One of Denmark’s most highly publicized cultural projects has now officially begun its public operation after being previously inaugurated in a soft opening last June.
Set amongst a massive new public park that opened earlier in the fall, Kengo Kuma and Associates’ design for the new H.C.Andersen Hus museum in Odense is a “fantasy world” of interconnected circular forms which give shape to the museum’s more than 60,000 square feet of education centers and subterranean exhibition space.
Visitors can experience the physical dualities endemic in the architecture and inspired by classic Andersen tales like The Tinderbox and The Little Mermaid. After entering through an extension of the writer’s adjacent birth home, they begin their journey on the timber-clad upper level and descend into an unraveling underground labyrinth containing a “unique artistic experience” designed by Event Communications dotted with evocative commissions from artists like Henrique Oliveira and Sandra Rilova. Lewis Gibson also contributed to the sound design for the museum.
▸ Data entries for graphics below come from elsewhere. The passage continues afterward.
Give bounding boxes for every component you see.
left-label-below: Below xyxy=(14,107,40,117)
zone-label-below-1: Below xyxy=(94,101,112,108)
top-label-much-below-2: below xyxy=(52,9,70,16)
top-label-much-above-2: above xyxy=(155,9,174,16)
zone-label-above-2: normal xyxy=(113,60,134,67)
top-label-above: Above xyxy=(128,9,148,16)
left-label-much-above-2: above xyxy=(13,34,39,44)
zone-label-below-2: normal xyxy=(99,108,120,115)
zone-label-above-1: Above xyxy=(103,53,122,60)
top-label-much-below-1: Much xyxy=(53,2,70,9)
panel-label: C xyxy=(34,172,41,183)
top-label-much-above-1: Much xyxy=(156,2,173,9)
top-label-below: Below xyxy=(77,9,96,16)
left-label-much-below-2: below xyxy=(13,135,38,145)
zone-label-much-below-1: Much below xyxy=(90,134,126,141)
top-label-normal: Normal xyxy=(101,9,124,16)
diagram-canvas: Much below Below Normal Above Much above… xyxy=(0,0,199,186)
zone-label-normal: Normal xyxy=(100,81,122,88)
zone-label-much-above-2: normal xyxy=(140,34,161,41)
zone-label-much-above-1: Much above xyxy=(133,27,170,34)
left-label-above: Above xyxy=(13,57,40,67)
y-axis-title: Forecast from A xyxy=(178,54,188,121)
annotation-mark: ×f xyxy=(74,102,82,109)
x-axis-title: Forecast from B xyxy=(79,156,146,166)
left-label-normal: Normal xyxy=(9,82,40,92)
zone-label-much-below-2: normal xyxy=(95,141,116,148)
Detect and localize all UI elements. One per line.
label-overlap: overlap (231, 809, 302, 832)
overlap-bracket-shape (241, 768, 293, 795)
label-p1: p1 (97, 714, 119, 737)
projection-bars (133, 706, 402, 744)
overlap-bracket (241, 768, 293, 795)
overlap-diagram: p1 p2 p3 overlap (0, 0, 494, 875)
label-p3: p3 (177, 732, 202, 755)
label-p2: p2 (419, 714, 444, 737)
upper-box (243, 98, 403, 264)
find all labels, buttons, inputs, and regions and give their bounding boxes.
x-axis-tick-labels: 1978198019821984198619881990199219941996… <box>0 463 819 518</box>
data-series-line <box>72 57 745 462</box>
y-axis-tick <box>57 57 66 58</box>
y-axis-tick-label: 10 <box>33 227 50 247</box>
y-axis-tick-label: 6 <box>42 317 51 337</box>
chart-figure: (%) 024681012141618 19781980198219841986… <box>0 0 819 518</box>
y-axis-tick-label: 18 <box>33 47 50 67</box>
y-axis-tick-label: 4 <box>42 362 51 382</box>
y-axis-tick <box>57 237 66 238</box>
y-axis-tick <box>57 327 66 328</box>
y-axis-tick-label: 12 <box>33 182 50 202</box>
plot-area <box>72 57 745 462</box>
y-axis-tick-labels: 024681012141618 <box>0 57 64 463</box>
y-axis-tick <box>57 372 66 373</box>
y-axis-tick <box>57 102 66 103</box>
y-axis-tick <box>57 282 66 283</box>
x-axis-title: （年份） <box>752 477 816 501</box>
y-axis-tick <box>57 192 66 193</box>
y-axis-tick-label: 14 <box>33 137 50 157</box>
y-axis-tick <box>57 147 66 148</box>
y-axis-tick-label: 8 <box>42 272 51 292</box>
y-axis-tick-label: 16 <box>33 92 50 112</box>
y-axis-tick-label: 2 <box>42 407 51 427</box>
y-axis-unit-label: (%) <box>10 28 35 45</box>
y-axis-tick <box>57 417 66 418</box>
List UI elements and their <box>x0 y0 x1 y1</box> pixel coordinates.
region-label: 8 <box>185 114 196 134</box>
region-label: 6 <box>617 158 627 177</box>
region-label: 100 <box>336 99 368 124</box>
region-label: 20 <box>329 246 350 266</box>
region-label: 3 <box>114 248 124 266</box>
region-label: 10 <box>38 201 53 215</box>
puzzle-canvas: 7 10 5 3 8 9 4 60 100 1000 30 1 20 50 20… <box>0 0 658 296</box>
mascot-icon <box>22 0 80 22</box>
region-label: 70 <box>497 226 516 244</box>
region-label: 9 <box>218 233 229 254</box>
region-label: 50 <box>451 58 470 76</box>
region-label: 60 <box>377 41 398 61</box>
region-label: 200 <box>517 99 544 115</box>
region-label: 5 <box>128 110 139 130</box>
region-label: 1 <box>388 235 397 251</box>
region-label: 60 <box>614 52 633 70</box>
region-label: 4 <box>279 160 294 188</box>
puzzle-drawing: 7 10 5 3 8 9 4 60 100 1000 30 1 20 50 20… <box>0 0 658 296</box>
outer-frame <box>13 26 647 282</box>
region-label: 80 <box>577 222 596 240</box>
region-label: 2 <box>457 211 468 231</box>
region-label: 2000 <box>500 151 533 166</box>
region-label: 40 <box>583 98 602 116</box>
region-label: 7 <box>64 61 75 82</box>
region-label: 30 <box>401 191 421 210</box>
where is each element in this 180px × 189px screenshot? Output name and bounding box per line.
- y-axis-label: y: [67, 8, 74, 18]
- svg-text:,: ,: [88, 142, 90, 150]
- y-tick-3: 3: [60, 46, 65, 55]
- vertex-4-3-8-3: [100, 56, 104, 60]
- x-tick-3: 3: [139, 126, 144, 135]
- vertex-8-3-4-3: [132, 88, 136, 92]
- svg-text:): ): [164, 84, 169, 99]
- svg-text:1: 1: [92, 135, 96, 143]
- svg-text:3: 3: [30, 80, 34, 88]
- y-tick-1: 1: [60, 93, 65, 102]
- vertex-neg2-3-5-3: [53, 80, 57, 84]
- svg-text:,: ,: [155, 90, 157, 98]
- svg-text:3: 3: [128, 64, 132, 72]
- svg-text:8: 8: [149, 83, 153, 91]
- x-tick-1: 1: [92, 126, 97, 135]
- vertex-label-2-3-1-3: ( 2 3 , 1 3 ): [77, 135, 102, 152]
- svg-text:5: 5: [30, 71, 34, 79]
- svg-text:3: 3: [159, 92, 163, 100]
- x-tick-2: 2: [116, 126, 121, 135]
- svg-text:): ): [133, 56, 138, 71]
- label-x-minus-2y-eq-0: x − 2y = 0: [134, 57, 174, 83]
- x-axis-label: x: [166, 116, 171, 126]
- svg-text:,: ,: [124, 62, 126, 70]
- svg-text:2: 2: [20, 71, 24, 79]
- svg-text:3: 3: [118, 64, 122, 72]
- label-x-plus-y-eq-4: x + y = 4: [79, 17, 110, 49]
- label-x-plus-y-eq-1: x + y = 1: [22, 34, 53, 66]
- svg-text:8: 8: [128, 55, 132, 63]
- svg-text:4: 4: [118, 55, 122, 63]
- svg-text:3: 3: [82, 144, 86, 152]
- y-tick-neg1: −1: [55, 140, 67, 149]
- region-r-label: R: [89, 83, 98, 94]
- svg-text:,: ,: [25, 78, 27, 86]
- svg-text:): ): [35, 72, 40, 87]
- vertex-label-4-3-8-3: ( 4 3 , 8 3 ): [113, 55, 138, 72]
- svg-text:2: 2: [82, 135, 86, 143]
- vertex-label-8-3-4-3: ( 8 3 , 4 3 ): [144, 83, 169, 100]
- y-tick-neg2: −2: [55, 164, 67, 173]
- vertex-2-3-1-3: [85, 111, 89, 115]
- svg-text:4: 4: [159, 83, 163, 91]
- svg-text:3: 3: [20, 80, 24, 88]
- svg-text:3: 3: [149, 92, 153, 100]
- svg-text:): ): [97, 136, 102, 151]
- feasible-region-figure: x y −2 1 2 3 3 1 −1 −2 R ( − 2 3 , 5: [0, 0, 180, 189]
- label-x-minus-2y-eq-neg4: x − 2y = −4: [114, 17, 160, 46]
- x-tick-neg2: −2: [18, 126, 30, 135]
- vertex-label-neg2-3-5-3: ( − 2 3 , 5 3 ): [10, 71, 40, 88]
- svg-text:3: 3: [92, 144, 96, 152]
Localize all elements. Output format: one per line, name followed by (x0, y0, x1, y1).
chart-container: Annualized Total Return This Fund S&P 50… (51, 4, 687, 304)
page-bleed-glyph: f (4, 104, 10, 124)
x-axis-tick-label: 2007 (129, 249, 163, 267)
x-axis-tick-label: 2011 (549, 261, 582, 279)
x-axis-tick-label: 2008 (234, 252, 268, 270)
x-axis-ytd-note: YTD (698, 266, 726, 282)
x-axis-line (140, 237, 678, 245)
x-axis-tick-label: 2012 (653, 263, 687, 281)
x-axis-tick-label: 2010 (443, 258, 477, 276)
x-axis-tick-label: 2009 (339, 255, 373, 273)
“The museum spaces are composed of a series of circular forms that are tangent to each other like a chain,” said KKAA partner in charge Yuki Ikeguchi. “In the sequence of intertwined spaces, visitors will find themselves in between outside and inside as the green wall appears and disappears. The journey of the museum would be the narrative, the elements of his work; duality of the opposite, dissolving the boundary, will be read through spatial composition and the ambiguity.”
Once outside again, the dichotomy between fantasy and real life is even further drawn out by local landscapers MASU Planning. The meandering maze of gardens they created illustrates Andersen’s centering of nature and the human experience while, at the same time, binding together the museum’s two dominant elements using a wayfinding hedge which also serves to elevate the human scale of the entire project.
Overall, this is a complex in tune with its context in the city. The Kuma team took very careful consideration to the surrounding developments and mixed character of the city’s historic old center. The result is a destination for the whole country which perfectly encapsulates the complexity of one of Scandinavia's most important literary icons.